I think that Friedman is right that MOOCs are more or less here to stay, and that while schools, professors and students are still figuring out how they can work best/better, the MOOC revolution has come.  Where I ran into trouble was this paragraph:

We demand that plumbers and kindergarten teachers be certified to do what they do, but there is no requirement that college professors know how to teach. No more. The world of MOOCs is creating a competition that will force every professor to improve his or her pedagogy or face an online competitor.

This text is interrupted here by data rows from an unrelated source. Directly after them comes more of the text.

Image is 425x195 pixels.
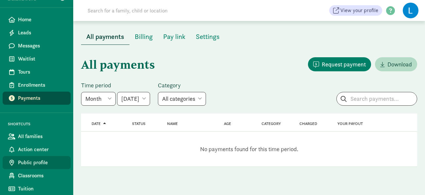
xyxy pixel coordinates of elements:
[18,29,65,37] span: Leads
[158,81,206,89] label: Category
[167,121,178,126] a: Name
[18,68,65,76] span: Tours
[92,121,106,126] a: Date
[224,121,231,126] a: Age
[130,33,158,41] a: Billing
[3,156,71,169] a: Public profile
[3,65,71,79] a: Tours
[191,33,225,41] a: Settings
[3,79,71,92] a: Enrollments
[3,13,71,26] a: Home
[81,81,150,89] label: Time period
[341,7,378,14] span: View your profile
[18,185,65,193] span: Tuition
[322,60,366,69] span: Request payment
[130,29,158,44] button: Billing
[18,55,65,63] span: Waitlist
[191,29,225,44] button: Settings
[300,121,317,126] a: Charged
[81,33,130,41] a: All payments
[81,53,248,76] h1: All payments
[81,131,417,166] div: No payments found for this time period.
[135,31,153,42] span: Billing
[329,5,382,16] a: View your profile
[375,57,417,71] a: Download
[18,132,65,140] span: All families
[3,169,71,182] a: Classrooms
[86,31,124,42] span: All payments
[338,121,363,126] a: Your payout
[3,92,71,105] a: Payments
[3,130,71,143] a: All families
[3,143,71,156] a: Action center
[393,164,425,195] iframe: Chat Widget
[262,121,281,126] a: Category
[84,4,267,17] input: Search for a family, child or location
[18,159,65,166] span: Public profile
[388,60,412,69] span: Download
[132,121,146,126] a: Status
[3,52,71,65] a: Waitlist
[3,26,71,39] a: Leads
[92,121,101,126] span: Date
[18,146,65,153] span: Action center
[308,57,371,71] button: Request payment
[196,31,220,42] span: Settings
[18,16,65,24] span: Home
[163,31,185,42] span: Pay link
[81,29,130,45] button: All payments
[337,92,417,105] input: Search payments...
[18,42,65,50] span: Messages
[158,33,191,41] a: Pay link
[158,29,191,44] button: Pay link
[18,172,65,180] span: Classrooms
[18,81,65,89] span: Enrollments
[3,39,71,52] a: Messages
[18,94,65,102] span: Payments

The somewhat flip suggestion that people with advanced degrees who teach in colleges haven’t been “certified to do what they do” seems a little straw-mannish to me.  At least on paper, many terminal degree programs, from DFAs to PHDs include some measure of pedagogical training – or at least the possibility of pedagogical training for those who think they might want to go into teaching.  In many places, though, this training is “hands on” – through positions as graders, TAs or course instructors.  We’re meant to learn on our feet gradually (at my institution, at least), first by figuring out how to fairly grade undergraduate essays, then in the relatively structured environment of the recitation section, and finally in classrooms of our own.  So the training is there.  Friedman is right, however, that many institutions don’t give the kind of directed pedagogical training that we get with regards to our research. (This isn’t true in all places, and I’d venture a guess that most PhD programs have some mechanism for pedagogical training, even if it’s not formally built into the curriculum).  Those of us who want more vis-a-vis pedagogy are  free to find it, but we mostly learn by watching and doing, and then go out and do, to be watched, by a whole new generation of students.

I’d also venture that what Friedman is talking about is as much about presentation as it is about good pedagogy.  Understanding how to tailor a syllabus to a class full of students with very different learning styles is, I think, a sign of a good teacher, but that probably doesn’t translate particularly well to the filmed MOOC environment.  On the other hand, people who are professional performers know that it can take an awful lot of work to learn how to project charisma, confidence and character on stage or film.  Whether we like it or not, students consuming MOOC material seem as likely to react positively to that as they do to the actual content of the course.  This isn’t to say that I think that all academics need acting lessons, but only that things are a little more complicated than what Friedman is calling for in that paragraph.

Quick Note: SEA2013 (or, if that tag’s taken, SEA13)

I’m just back from the Society of Early Americanists’ 2013 meeting – which, like NAVSA 2012 was a fantastic series of interdisciplinary panels.  I’m always amazed by the degree to which we historians use the same language as scholars of literature, but often use it to mean such different things.  Fantastic papers by NYU Atlanticists Jerusha Westbury, Dan Kanhoffer, Kate Mulry, Jeppe Mülich and Mairin Odle were seen, alongside equally wonderful ones by Mike LaCombe, Melissa Gniadek, Lauren Klein and Molly Perry, and a whole panel on the process of creating digital archives which I’m very excited to get into sometime soon.

I think, though (aside from the amazing company) my favorite parts of the conference were the conference were the panel on early Georgian foodways, featuring some fantastic locally grown food, and the live-tweeting phenomenon of the whole conference.  The idea of putting my first impressions of a paper out into the inter-ether is, frankly, pretty terrifying, but I was quite impressed by the number of people who catalogued their conference experiences as we went along.